"where I first / fell in love / with unreality" -Ferlinghetti

CLAYMONT

by Kevin Brofsky

directed by Derek Jamison

Emerging Artists Theatre production, through Feb 22

Paul Adams, artistic director

review by Louis Lopardi, Feb. 18, 2004

With the "Tet Offensive" of early 1968 the Vietnam War took a serious turn for the worse, generating a need for ever more American bodies. This is the engine which provides the driving pressure on the young men of the play. In this bizarre world, so accurately depicted in the play, the Dupont Company (manufacturer of Napalm - used with such horrific ineffectualness in the war) is touted as a kind of Utopia within whose folds even draft-aged men might be safe.

The misunderstood teen, the crippled father, the old-world grandmother . . . it is a family very familiar to followers of Brofsky's plays, but here they are handled with a lighter, surer, more deft touch than ever. Aided by an all-star cast and the smooth Direction of Derek Jamison, the play grabs our attention and makes us believe in the characters and their place in the world. But to paraphrase the late Quentin Crisp: Claymont is not so much a place, as a deranged state of mind. (Crisp said it of Poland.) It exemplifies the national malaise that gripped this country for so long after the murder of JFK - and, arguably, is with us still. In Brofsky's Claymont, a high-school Senior must escape from the unreality of a repressive and warrior society to the "reality" he is to forge for himself: one in which art has just as much credence as athletics, where love needn't smother to be supportive, where it is okay to have a crush on the boy next door.

Jason Hare, superb and consistent, played Neil, the nerdy, artsy, nascent (if not budding) homosexual teen. Through force of acting he made the momentary choice of jealous self-interest over logic and selfless love quite believable in the play's finale. The object of that love - the collegiate and athletic son of the military household next door - was played with powerful inner fire by Stephen Sherman. A personal choice: At times I would have preferred to see the workings of that fire; Sherman plays it all mostly inside - a technique which works easier on film but makes a much harder job for the actor on stage.

Supporting roles were perfectly cast. As the would-be girlfriend, Aimee Howard played with a quick kaleidoscope of emotions, working hard to make her lines sound like something other than from period romances. Even the overused impotence gloss line "it happens to everyone" rang true (but still got a laugh). Jason O'Connell seemed too young to be "the" art department at the high school, but he brought a full character to the fore instantly, and visibly adapted the character as events changed in his very brief cameo scene.

The mothers of the two young men had heavy workloads. Neil's mother was played by Glory Gallo, giving a deep, moving, well rounded performance. She resisted the temptation to overact as the pressures of the play built, and convinced us with her "I'm stronger than I look." The neighbor Dolores is a period piece of diet-pill manic energy - a brilliantly funny take by Wynne Anders. Jacqueline Barsh was perfect as the grandmother, who, while she was a butt of much humor in the play, grew into the fount of prophetic wisdom she was meant to be. "When did you stop dreaming?" she asks her daughter, and, by extension, all of us.

Eric Chase created a Lighting Design which solved many of the problems of a split stage with low ceilings. Director and Lighting Designer were both almost foiled by an ever increasing number of rapid scene changes, but prevailed, thanks in large measure to the solution provided by Carter Inskeep's split-level unit set design. Use of such sets do require careful script editing - Neil is referred to as "at the kitchen table doing homework" when we see the table brightly lit and untenanted. Set pieces evoked an end-of-the-decade weariness, and Ellen Reilly's costuming firmly caught not just the period but the social strata as well. Desmond Dutcher's perfectly timed Sound Design cleverly avoided the best-known music of the era, forcing one to focus on the mood. (But the use of a Kennedy speech clip, amidst other more period clips, was a distracting anachronism.)

The play nudged but didn't answer the question as to why the artist creates: What drives the visionary to labor, at great pain (and usually for little or no profit) to create a metaphor for that vision? Literature sometimes explores the question (Germans were obsessed with it, and oddly enough, the Opera world tackled the question often.) There is an interesting point at which the questioning itself becomes the artwork. In the fifties and sixties, the poet Ferlinghetti exposed us to some of that in his visionary "Coney Island of the mind" - a fantasy place made real by power of our collective memory. This Claymont is such a place, working, as Brofsky plays often do, on the collective memory of the audience, and that memory is far more important than the reality. Even the protagonist reminds us at one point "it doesn't really exist." Yet this drama, undoubtedly scene for scene, was played out in many thousands of American households in the sixties. It's about time we started seeing more than the History Channel version of the way things were.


Work to be completed:
Count up the lines below that include the string "DATABASE" and report the number by itself.

*** Dataset content Section Begins ***

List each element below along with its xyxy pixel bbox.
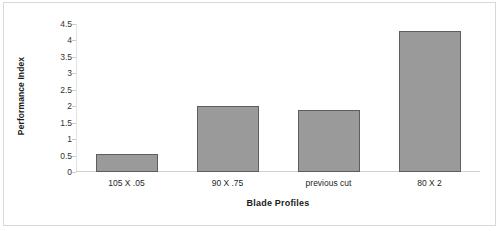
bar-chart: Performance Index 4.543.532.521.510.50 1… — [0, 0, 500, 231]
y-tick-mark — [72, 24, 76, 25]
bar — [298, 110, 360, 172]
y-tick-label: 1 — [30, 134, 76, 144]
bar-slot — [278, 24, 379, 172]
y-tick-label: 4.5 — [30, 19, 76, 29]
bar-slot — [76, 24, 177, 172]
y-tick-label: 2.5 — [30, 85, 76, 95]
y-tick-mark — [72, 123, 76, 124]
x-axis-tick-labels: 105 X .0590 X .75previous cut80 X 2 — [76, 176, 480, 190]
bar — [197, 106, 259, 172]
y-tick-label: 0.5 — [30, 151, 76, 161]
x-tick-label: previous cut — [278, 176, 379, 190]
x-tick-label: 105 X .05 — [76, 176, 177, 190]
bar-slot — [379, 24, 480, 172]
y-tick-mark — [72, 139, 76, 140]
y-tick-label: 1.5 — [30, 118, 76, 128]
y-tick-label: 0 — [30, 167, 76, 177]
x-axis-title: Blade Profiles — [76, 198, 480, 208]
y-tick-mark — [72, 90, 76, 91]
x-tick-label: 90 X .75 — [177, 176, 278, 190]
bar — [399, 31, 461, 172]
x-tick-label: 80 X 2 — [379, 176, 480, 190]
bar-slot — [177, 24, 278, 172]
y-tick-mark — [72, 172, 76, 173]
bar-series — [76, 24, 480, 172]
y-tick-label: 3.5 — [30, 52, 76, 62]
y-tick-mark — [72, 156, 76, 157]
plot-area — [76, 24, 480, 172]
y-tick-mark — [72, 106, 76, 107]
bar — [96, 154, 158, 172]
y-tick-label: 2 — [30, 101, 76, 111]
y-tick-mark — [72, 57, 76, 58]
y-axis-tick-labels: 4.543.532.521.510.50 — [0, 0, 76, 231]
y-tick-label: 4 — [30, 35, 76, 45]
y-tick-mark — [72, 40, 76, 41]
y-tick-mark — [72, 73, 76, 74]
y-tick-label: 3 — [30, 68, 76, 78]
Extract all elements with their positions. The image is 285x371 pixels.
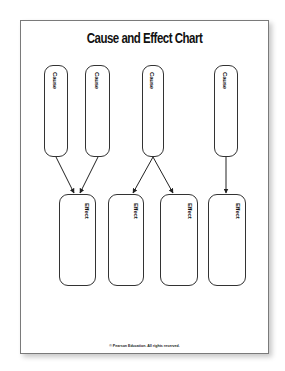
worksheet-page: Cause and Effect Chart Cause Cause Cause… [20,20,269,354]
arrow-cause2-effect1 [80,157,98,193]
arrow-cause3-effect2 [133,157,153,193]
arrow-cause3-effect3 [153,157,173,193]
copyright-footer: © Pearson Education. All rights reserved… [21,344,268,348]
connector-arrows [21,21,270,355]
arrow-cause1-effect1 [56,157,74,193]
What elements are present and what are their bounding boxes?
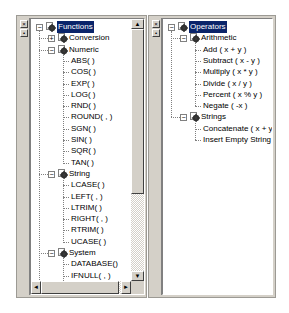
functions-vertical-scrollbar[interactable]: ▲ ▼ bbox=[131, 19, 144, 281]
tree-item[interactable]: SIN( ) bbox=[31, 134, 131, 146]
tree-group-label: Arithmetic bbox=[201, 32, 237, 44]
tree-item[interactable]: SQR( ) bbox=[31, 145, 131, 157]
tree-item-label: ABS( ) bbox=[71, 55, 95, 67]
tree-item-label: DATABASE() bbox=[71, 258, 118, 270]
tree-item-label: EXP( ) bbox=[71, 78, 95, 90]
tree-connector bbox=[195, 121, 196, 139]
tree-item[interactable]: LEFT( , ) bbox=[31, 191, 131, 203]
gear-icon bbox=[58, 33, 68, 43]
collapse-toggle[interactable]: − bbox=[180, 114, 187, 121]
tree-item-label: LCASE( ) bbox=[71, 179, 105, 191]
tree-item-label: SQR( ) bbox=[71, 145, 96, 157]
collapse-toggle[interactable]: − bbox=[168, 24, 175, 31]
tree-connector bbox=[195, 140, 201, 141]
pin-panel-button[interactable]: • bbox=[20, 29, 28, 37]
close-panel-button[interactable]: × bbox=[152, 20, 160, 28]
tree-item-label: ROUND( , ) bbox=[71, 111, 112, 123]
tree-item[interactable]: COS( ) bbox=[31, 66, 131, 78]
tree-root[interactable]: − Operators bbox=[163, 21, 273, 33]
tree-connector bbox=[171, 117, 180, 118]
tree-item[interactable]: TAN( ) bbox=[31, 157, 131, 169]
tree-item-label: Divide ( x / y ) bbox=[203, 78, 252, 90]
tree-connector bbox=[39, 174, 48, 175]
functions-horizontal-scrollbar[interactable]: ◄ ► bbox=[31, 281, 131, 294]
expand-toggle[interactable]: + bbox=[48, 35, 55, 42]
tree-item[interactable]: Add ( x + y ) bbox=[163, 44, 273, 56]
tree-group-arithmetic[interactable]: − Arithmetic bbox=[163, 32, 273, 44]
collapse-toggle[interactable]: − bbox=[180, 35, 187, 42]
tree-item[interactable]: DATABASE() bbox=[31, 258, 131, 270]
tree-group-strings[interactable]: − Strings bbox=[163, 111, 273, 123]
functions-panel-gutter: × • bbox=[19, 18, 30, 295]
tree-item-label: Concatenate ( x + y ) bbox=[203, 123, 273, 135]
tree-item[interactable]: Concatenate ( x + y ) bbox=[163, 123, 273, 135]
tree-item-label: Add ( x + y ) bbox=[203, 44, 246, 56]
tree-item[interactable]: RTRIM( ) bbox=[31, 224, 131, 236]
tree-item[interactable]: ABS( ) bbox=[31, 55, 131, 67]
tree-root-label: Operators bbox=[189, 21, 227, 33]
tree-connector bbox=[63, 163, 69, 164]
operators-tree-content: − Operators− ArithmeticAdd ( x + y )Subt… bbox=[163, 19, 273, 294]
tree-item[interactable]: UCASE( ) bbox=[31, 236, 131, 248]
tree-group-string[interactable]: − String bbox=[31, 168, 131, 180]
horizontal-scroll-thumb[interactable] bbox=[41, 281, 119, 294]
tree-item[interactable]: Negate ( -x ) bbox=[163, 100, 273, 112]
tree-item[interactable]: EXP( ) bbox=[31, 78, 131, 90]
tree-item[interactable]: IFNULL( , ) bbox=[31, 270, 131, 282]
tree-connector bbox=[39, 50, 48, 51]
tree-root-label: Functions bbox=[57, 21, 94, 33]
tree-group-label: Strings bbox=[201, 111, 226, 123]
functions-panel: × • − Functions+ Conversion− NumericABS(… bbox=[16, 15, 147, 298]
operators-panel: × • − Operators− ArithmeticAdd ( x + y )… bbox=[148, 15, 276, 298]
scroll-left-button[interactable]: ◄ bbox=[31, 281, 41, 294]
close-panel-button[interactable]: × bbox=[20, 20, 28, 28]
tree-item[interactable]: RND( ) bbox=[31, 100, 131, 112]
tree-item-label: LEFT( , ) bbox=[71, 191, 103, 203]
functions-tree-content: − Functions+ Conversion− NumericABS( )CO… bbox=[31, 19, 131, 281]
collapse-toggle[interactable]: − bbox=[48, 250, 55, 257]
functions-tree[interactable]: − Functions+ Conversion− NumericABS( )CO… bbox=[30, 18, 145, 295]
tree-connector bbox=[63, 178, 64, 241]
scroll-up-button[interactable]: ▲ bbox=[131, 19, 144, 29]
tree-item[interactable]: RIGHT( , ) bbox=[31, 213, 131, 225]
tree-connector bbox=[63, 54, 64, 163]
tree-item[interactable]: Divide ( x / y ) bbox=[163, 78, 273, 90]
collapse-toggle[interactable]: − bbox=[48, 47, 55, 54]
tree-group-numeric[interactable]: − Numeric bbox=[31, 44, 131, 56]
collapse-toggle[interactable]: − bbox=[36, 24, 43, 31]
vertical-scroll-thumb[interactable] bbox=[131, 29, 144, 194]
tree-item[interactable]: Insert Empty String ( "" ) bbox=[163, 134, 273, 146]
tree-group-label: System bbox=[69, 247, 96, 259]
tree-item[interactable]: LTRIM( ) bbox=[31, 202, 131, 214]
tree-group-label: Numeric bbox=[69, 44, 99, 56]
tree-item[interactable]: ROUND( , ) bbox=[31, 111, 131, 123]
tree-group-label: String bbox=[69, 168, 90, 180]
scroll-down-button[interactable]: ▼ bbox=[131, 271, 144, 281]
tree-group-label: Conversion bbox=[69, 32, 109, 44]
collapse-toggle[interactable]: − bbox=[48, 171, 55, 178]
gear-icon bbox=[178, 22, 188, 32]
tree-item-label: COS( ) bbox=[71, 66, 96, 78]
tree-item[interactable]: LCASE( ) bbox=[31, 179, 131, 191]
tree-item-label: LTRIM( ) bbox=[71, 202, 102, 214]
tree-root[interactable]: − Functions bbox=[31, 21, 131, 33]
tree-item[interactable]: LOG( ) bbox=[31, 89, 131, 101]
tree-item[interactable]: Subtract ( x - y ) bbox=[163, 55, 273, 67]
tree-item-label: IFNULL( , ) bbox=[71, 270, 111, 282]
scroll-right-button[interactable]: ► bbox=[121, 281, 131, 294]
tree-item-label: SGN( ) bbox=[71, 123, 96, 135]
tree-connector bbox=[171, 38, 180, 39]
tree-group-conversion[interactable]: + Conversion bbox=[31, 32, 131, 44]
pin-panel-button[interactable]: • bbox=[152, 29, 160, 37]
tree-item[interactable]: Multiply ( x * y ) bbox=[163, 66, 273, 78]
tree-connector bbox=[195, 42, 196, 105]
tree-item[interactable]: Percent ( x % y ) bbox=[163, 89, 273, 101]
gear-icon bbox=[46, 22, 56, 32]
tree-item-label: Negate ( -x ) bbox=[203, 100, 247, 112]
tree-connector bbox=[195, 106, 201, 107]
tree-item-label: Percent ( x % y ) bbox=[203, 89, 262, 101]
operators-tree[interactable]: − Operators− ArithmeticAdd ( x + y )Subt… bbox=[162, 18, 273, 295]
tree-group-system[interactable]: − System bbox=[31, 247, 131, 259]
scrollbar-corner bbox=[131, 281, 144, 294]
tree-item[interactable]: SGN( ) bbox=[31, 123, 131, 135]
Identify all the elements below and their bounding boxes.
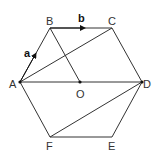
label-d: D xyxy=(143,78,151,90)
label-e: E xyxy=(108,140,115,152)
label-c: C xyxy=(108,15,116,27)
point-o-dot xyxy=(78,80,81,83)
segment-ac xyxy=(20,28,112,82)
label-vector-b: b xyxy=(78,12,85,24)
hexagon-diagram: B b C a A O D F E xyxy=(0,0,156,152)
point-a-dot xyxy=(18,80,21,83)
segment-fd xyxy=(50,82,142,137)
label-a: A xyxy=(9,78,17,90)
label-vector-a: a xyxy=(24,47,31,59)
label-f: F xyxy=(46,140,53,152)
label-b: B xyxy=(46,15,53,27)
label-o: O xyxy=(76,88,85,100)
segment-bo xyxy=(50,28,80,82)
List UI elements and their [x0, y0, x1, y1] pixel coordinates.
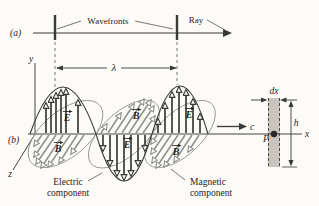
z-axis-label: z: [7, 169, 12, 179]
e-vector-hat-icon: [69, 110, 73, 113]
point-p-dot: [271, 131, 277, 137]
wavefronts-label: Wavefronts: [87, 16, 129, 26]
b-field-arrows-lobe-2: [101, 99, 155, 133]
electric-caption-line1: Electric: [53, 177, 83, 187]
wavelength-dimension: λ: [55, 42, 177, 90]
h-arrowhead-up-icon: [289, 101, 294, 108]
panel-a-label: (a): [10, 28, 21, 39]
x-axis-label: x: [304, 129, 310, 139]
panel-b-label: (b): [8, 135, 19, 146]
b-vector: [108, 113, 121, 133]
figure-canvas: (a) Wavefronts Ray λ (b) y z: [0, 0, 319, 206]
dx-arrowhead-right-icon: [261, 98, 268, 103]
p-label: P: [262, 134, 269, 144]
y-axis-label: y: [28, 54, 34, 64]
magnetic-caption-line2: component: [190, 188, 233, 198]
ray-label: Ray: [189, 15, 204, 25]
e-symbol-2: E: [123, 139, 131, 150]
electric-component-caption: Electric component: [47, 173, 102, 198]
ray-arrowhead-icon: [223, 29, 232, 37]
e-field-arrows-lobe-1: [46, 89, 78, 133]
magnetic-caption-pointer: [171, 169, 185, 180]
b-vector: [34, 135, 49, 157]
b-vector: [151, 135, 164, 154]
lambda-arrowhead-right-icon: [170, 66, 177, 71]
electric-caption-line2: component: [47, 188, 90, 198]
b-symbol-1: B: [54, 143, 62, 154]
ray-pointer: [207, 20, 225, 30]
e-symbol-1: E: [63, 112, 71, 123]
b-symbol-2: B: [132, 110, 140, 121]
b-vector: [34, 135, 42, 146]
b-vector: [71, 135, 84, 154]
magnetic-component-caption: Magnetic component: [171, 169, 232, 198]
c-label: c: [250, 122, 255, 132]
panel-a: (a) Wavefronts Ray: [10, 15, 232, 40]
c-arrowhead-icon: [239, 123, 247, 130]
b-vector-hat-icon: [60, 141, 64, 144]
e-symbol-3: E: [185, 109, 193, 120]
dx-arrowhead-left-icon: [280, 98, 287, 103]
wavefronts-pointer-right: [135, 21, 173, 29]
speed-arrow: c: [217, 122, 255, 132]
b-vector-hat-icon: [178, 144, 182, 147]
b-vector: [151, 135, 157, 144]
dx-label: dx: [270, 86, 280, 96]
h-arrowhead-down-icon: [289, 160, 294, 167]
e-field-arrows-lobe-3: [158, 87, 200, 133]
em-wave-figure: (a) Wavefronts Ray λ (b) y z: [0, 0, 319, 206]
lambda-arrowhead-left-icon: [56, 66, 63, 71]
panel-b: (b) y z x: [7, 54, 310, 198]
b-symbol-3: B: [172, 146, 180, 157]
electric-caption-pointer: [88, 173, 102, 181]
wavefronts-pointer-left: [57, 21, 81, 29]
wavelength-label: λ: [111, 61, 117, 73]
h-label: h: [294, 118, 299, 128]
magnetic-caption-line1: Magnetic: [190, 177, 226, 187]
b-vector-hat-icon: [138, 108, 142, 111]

*** Dataset content Section Ends ***

Finished task:
2